Sherriff: Get the Fuck out of town, you little pecker!
Jesse: But we got a concert tomorrow.
Sherriff: You got Shit tomorrow, Sonny!

The band is then arrested and thrown into a barn!

Hard Rock Zombies JessieTown council also votes to ban all forms of Rocking and or Rolling, but before the film turns into a metal version of Footloose, it thankfully remembers it’s a horror film. The band is bailed out by the video vixen. Cut to her in a gratuitous shower scene. One of the band members decides to help her scrub her back and is promptly dispatched in a cute homage to Psycho. Soon, all sorts of hell breaks lose and each member of the band goes to that great gig in the sky. However, before Jesse shuffles off this mortal coil, he gives Cassie (for whom he wrote a KISS / Shandi-esque number called “Cassie’s Song”) a tape and urges her to play it.

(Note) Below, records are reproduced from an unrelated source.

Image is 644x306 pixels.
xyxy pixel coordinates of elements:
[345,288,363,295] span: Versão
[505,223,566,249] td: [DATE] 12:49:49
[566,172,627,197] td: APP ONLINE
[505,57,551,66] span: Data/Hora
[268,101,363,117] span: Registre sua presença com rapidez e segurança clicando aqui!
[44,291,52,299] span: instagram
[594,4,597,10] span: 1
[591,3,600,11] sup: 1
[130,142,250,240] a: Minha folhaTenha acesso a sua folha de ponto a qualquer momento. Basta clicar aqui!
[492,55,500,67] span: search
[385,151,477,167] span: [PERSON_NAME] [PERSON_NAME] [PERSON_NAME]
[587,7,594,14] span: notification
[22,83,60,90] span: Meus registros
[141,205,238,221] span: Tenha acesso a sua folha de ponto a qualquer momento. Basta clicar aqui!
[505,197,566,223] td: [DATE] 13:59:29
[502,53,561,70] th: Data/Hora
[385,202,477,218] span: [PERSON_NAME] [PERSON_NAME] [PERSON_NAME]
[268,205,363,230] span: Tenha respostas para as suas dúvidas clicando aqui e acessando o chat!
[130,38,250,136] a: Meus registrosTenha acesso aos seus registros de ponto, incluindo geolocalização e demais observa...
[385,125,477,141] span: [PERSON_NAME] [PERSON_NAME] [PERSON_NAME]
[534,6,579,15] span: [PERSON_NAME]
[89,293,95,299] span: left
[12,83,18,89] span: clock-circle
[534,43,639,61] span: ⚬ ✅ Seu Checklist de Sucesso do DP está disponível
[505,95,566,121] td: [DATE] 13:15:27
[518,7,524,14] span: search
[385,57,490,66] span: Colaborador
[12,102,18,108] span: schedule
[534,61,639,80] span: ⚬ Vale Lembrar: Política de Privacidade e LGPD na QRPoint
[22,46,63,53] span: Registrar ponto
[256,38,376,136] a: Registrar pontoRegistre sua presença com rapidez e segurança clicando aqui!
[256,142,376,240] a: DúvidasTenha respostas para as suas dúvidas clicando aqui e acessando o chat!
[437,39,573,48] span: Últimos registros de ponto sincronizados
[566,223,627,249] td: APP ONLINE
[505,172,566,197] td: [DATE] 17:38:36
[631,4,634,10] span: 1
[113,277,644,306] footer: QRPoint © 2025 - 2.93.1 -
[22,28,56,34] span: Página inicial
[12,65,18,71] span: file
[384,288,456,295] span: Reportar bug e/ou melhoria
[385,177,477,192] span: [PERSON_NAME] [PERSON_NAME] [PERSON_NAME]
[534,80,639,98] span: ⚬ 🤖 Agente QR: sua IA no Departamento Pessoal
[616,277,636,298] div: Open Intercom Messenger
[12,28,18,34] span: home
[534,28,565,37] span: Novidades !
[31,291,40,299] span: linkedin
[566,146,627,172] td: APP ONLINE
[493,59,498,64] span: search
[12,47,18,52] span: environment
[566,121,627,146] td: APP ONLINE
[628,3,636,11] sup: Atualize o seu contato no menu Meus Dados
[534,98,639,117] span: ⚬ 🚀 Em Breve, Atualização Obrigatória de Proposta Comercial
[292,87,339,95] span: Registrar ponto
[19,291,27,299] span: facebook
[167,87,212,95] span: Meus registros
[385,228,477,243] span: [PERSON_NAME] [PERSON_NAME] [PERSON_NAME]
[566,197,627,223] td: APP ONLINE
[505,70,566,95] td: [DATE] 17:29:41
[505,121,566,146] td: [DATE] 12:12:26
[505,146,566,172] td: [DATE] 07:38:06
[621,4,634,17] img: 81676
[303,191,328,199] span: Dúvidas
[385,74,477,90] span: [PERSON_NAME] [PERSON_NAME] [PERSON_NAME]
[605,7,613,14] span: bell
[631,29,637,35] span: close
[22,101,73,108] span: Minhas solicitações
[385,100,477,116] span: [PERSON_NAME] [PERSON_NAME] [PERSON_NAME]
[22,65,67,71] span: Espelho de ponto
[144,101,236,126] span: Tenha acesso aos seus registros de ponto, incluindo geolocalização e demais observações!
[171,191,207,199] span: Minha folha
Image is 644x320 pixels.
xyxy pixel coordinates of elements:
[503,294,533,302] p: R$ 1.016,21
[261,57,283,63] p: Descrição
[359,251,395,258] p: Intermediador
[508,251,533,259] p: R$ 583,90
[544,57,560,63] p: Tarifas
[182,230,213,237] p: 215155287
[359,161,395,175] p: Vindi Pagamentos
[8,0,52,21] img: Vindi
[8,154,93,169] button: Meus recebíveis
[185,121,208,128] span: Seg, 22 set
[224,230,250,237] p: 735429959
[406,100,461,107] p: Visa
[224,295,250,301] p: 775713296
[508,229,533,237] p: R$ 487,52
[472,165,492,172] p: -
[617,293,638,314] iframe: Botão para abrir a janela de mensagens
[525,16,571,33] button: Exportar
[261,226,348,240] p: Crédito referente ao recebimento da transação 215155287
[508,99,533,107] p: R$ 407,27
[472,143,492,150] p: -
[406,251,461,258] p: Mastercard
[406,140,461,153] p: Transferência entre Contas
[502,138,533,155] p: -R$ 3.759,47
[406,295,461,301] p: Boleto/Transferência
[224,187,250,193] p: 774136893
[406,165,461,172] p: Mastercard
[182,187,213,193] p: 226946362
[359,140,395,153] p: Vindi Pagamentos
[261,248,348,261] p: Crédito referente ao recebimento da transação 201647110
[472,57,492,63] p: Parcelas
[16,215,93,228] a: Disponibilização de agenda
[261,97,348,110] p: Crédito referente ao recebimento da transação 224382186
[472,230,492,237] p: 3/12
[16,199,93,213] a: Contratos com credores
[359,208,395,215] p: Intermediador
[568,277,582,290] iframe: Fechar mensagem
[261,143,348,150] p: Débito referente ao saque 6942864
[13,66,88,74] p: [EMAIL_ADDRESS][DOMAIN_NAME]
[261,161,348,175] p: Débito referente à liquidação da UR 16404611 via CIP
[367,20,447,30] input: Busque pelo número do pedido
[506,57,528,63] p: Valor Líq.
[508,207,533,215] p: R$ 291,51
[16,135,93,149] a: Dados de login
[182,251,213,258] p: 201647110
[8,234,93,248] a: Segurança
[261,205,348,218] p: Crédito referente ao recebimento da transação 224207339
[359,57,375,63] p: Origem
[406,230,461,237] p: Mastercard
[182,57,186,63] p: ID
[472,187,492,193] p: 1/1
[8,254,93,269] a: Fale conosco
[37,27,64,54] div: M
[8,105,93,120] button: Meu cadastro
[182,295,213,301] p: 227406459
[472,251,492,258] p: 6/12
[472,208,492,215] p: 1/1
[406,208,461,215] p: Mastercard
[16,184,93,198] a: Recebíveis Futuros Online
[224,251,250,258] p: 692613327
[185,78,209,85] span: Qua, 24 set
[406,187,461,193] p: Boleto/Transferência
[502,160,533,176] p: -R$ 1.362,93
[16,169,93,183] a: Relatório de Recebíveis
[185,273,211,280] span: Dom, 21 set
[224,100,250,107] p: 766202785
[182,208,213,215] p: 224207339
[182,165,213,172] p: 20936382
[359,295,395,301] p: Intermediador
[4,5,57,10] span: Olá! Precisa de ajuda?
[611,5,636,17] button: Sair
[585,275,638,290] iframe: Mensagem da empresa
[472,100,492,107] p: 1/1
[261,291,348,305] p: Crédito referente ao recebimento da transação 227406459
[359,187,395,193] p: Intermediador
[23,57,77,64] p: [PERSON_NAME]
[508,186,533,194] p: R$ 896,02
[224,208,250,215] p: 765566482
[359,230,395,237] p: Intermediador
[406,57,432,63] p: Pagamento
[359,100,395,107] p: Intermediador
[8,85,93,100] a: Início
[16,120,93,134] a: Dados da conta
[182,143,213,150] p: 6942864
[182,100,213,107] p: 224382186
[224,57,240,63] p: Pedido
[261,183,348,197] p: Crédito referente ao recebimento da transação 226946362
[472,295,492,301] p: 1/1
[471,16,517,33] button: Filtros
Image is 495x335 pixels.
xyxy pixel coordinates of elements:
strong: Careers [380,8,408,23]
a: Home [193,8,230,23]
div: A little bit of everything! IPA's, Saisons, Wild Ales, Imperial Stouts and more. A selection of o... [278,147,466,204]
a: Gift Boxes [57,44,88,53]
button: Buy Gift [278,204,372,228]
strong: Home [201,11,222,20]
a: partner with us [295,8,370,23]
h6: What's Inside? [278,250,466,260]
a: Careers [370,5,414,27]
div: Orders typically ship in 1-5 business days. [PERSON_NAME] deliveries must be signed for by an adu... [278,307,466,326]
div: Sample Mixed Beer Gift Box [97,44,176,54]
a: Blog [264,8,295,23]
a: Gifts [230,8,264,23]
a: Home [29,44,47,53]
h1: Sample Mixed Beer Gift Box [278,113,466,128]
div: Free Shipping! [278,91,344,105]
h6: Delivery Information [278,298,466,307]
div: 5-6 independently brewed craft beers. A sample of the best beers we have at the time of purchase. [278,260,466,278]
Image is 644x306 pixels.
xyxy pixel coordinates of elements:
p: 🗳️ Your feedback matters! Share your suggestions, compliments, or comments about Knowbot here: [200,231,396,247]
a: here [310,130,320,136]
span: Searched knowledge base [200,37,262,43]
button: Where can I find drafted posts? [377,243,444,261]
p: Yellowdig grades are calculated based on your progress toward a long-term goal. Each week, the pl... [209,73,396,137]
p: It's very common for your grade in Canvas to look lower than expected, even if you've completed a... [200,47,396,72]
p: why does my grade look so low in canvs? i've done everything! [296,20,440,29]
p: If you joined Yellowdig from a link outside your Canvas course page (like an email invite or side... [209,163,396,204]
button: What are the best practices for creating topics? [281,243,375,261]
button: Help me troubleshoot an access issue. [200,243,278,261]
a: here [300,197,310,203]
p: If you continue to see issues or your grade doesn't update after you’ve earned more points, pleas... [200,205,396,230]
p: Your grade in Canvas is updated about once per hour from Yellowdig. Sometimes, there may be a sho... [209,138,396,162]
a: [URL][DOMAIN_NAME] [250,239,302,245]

It’s the aforementioned dead-raising dirge. She plays it by their graves and the band is soon arisen to have their revenge!

Hard Rock Zombies is spectacularly nuts. The film was meant to be a 20 minute short but was dragged kicking and screaming to feature length. As such, like an extended drum solo, there’s lots of unnecessary padding. But it’s not just filler with no killer. It’s an entertaining mess which culminates in all the zombified characters (pretty much everyone in the film) dancing and rocking out together. It’s also a nice remnant of an era when people took themselves just a little less seriously and amps went all the way up to 11.